In our article “Diversity management: A new organizational paradigm” my coauthors and I stress the need for involvement of top brass in instigating, continuing, and ensuring positive change. We hypothesize the leaders impact human resource transformation, individual level outcomes (e.g., integration, organizational attachment) which in turn influence public recognition.
Leadership can also produce negative results, depending on what’s modeled for lower ranking remployees. Two examples are Shoney’s and Denny’s. As reported in The Wall Street Journal, employees say Ramon Danner “shook up the staffs at his Shoney’s Inc. restaurants under the theory that some of them were ‘too dark.’ Employees say he sometimes ordered managers to fire blacks if they were deemed too visible to white customers” (Gaiter, 1996).
Denny’s was pelted with bad publicity after six black Secret Service agents waited nearly an hour before a server appeared at their table. Subsequent leadership (in the form of CEO Jim Anderson) told his management staff that he was “going to do everything possible to provide better jobs for women and minorities. And I will fire you if you discriminate.” There was a similar about face at Shoney’s with regard to diversity support and inclusion.
Your visibility as leader carries a whollop on your workforce. What you model, according to social learning theory, is what you will later see. Your treatment of subordinates, customers, and third party vendors cascades throughout the organization and sends ripple effects in terms of what’s tolerated. If you’re a leader, consider the following:
- When bad behavior occurs, do you nip it in the bud? Not after the meeting, not in a yearly performance review, but right then. Doing so will send an unmistakable message to onlookers.
- How do you interact with other people? Do they walk on eggshells in your presence, or avoid your office (because you’re moody and authoritarian)?
- Do you encourage interaction through informal gatherings and water cooler banter? Do employees feel they are part of a larger, caring community, or does everybody shut their does and go home?
- Are cultural norms in place, ala Southwest Airlines which espouses a philosophy of “luv” (where colleagues are expected to support one another, affirm one another, and speak highly of their cohorts)?
- Is there a diversity of people in key positions, or are power posts held only by a privileged group? Are decisions in essence unilateral?
If you’re a leader, you’re under a microscope. What you think is “not a big deal” may have serious repercussions for someone else. Like a butterfly whose wing flap effects parts unknown, your actions carry tremendous weight in ways you had not imagined.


Looking at the records below, count how many lines contain the string "diagram". Give that number alone.

● ● ● ●

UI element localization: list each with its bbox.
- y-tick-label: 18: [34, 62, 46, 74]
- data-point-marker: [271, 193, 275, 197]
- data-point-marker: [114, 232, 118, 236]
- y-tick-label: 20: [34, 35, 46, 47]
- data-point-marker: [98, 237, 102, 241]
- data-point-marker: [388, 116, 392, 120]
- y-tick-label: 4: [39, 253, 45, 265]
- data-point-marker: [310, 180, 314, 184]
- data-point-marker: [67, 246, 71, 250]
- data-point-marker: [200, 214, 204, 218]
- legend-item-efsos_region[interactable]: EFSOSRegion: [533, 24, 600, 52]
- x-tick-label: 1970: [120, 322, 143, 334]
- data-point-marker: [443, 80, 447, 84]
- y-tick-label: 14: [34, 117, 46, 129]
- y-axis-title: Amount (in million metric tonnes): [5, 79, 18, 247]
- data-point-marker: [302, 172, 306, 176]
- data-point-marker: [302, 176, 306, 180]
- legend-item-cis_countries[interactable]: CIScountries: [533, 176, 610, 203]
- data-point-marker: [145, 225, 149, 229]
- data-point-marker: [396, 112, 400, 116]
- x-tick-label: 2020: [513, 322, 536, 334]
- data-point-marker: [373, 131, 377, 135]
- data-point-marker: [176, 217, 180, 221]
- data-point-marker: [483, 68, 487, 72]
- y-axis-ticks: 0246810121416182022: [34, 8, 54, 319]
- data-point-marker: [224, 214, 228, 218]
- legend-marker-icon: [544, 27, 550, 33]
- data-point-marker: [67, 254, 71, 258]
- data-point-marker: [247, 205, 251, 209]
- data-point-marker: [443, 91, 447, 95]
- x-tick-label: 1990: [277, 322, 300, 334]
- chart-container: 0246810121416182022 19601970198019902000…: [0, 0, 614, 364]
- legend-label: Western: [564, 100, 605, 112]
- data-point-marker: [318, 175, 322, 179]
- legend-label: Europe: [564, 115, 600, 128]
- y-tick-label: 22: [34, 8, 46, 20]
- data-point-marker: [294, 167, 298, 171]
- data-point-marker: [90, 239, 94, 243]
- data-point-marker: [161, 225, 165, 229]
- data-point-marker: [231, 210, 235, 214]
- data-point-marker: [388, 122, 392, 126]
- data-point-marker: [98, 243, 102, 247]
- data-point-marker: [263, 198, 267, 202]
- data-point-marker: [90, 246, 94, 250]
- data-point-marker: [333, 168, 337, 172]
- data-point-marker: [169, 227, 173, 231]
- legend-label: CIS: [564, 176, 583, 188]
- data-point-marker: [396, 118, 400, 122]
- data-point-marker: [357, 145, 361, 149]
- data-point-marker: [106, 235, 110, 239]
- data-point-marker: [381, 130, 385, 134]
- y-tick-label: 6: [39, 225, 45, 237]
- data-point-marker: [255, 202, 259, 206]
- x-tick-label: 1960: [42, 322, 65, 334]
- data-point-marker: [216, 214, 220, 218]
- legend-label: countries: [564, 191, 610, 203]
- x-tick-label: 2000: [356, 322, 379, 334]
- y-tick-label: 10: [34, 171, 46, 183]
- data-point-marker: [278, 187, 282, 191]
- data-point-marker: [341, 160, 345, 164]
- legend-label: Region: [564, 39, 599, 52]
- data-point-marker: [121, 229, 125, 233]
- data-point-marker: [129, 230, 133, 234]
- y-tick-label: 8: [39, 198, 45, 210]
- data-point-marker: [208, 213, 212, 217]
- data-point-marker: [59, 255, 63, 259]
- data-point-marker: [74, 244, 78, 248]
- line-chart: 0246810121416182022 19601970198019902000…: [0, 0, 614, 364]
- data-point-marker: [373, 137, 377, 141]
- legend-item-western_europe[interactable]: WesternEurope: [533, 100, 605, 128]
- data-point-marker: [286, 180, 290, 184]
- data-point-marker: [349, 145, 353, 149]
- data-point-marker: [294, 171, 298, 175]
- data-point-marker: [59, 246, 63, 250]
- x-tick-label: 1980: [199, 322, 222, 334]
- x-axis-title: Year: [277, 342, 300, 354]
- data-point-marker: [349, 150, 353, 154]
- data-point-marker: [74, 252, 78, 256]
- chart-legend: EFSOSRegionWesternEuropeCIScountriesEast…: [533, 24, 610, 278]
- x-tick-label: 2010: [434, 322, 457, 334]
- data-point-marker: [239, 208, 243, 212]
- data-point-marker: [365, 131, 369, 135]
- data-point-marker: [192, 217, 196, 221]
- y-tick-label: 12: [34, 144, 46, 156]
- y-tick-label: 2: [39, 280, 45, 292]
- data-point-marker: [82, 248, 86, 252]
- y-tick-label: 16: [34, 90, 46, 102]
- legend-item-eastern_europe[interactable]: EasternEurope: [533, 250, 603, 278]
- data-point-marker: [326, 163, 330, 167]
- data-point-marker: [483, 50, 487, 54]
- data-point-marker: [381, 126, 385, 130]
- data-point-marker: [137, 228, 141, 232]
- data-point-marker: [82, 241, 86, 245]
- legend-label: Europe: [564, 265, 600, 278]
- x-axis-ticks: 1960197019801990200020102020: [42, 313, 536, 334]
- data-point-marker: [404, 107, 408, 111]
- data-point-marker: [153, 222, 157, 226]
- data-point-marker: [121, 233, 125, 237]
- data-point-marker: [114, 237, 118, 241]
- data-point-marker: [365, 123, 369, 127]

● ● ● ●

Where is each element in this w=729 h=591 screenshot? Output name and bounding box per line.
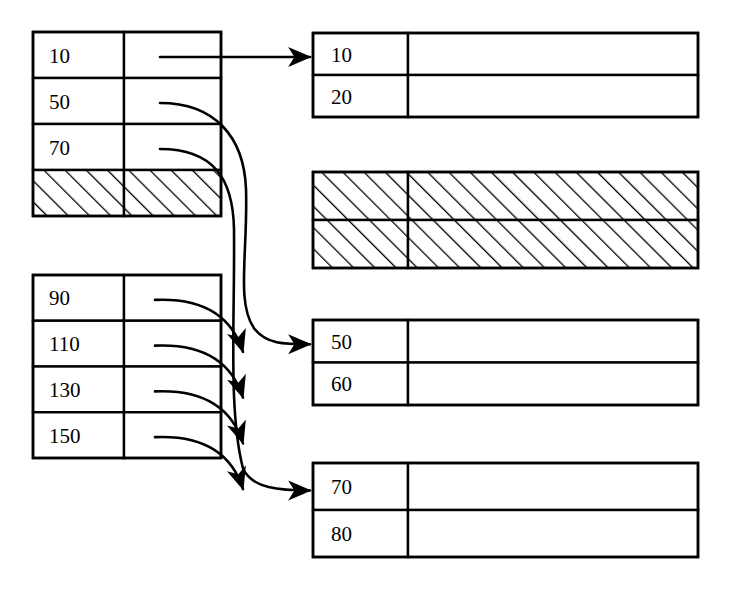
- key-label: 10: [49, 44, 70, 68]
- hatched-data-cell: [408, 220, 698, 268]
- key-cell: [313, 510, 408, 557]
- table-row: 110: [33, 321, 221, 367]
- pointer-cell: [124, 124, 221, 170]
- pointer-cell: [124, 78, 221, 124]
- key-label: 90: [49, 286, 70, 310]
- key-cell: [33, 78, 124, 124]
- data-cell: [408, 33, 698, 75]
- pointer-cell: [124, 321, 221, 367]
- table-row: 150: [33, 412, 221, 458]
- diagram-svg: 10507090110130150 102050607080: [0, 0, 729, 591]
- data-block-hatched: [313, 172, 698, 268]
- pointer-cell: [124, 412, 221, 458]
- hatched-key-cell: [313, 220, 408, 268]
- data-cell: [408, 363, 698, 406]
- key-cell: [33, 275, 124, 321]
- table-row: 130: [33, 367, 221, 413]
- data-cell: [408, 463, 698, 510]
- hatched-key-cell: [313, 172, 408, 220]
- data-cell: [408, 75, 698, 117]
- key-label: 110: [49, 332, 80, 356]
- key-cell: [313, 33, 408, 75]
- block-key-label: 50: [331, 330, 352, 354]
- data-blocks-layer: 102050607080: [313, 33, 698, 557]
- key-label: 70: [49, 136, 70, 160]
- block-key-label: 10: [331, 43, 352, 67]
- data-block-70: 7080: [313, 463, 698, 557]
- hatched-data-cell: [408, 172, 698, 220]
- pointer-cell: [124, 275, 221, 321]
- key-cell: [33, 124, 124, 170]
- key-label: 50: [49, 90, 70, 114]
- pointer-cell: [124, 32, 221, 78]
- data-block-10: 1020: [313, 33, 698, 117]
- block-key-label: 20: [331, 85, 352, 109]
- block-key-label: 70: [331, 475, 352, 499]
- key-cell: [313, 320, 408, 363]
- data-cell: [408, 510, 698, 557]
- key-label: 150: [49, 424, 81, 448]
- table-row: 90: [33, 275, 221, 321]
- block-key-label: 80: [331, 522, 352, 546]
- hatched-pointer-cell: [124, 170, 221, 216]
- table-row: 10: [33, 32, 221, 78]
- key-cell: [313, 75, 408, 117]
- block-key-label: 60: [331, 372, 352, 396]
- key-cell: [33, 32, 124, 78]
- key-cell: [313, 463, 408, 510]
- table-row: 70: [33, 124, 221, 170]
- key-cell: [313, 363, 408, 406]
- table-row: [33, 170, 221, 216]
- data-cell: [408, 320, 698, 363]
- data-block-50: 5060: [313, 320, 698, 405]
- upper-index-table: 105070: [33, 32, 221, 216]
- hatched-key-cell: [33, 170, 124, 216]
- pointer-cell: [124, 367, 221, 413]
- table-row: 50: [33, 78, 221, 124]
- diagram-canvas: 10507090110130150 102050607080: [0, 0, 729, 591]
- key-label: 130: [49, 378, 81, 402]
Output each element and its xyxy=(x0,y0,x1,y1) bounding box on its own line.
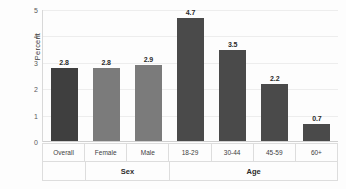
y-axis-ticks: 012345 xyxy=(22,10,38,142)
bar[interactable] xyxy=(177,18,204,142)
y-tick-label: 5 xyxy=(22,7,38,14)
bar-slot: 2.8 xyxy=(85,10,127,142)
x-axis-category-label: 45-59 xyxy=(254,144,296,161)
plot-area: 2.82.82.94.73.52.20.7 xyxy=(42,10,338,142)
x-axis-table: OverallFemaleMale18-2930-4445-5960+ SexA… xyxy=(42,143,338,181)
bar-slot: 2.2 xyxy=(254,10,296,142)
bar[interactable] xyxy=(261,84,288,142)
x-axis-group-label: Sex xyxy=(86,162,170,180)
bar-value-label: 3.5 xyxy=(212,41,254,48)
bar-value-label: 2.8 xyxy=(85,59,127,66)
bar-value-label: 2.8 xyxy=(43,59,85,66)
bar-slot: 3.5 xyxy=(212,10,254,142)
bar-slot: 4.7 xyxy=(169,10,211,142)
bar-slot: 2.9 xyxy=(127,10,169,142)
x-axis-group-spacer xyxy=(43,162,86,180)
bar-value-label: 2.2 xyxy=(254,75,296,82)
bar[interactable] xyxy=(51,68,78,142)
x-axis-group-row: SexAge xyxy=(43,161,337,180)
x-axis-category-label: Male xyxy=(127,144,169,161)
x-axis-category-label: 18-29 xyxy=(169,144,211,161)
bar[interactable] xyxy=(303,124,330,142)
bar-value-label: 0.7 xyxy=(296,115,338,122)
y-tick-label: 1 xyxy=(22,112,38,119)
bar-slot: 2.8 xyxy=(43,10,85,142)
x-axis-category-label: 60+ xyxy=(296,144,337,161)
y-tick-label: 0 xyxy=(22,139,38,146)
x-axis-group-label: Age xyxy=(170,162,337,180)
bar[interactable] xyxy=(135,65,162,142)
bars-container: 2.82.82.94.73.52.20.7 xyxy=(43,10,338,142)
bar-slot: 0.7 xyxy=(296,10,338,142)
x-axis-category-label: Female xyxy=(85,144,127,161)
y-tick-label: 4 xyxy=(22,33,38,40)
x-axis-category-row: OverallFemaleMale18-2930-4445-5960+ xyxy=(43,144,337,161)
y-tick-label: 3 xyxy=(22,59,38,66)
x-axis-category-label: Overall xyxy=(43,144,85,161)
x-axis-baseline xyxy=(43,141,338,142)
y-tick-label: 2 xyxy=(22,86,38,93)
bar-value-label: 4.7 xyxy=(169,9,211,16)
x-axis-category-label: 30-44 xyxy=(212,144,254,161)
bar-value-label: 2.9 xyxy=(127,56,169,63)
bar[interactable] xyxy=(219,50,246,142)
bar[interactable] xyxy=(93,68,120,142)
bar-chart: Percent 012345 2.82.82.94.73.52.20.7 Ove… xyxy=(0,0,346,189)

● ● ● ●

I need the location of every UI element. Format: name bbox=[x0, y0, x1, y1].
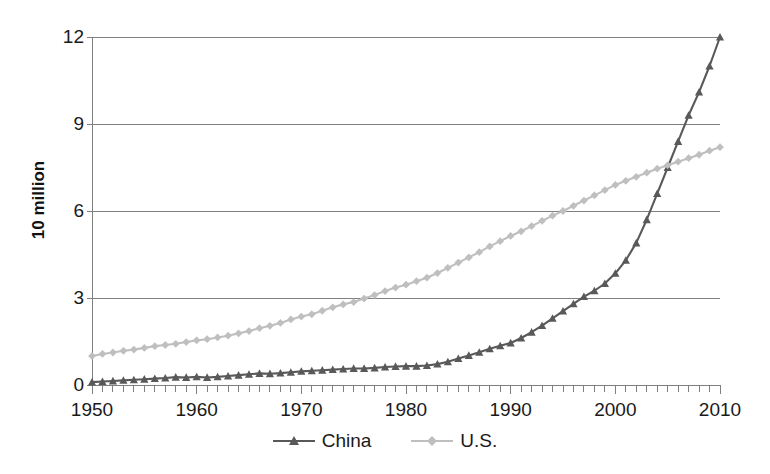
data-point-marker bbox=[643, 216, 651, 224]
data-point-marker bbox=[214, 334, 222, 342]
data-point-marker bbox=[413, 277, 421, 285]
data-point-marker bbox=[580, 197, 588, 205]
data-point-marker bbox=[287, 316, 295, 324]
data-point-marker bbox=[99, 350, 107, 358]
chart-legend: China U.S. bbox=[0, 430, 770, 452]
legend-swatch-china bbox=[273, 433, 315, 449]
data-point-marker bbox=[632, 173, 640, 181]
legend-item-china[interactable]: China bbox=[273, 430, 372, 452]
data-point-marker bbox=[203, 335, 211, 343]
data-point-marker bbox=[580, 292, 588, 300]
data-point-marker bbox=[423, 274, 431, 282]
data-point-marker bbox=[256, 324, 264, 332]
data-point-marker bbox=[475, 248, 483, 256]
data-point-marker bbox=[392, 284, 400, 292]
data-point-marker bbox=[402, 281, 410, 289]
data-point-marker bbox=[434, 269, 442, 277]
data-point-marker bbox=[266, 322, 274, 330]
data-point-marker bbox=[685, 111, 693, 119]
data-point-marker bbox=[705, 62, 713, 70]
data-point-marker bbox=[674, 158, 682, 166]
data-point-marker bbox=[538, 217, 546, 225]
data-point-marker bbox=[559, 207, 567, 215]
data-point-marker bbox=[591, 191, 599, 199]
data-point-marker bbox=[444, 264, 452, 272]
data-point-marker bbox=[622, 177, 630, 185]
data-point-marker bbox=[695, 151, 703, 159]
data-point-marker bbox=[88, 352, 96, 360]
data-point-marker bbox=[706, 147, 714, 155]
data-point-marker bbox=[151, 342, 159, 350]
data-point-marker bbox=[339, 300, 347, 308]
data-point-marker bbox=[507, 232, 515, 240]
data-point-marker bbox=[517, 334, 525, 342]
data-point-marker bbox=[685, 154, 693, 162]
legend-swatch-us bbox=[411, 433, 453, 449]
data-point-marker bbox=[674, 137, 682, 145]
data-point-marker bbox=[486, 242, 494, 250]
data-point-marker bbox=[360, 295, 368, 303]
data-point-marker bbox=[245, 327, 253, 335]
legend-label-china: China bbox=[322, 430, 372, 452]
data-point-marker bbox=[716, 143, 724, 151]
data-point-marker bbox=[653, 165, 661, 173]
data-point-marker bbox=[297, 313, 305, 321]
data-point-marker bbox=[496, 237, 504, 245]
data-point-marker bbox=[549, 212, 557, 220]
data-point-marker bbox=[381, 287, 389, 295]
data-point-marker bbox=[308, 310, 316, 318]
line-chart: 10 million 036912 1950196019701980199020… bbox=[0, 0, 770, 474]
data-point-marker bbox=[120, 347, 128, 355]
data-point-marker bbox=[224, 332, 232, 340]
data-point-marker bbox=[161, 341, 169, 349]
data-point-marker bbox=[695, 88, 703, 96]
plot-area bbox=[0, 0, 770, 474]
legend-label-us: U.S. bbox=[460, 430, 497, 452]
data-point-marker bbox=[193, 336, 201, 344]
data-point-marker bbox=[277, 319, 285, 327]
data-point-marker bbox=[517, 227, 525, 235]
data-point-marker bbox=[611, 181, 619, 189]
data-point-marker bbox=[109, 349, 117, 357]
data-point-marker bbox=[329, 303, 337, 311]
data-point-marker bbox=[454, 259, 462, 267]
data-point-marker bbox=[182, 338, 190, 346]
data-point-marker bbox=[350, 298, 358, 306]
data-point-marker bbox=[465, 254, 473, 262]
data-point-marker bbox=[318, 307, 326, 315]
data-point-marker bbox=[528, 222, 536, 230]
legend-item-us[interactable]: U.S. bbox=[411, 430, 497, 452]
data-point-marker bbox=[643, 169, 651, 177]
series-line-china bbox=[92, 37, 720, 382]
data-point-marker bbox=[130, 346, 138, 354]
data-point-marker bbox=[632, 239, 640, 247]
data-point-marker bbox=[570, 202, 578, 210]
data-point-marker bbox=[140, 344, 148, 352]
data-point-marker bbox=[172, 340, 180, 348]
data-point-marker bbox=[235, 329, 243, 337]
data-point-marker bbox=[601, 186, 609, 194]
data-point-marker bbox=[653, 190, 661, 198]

● ● ● ●

■ **Answer to this problem**: 2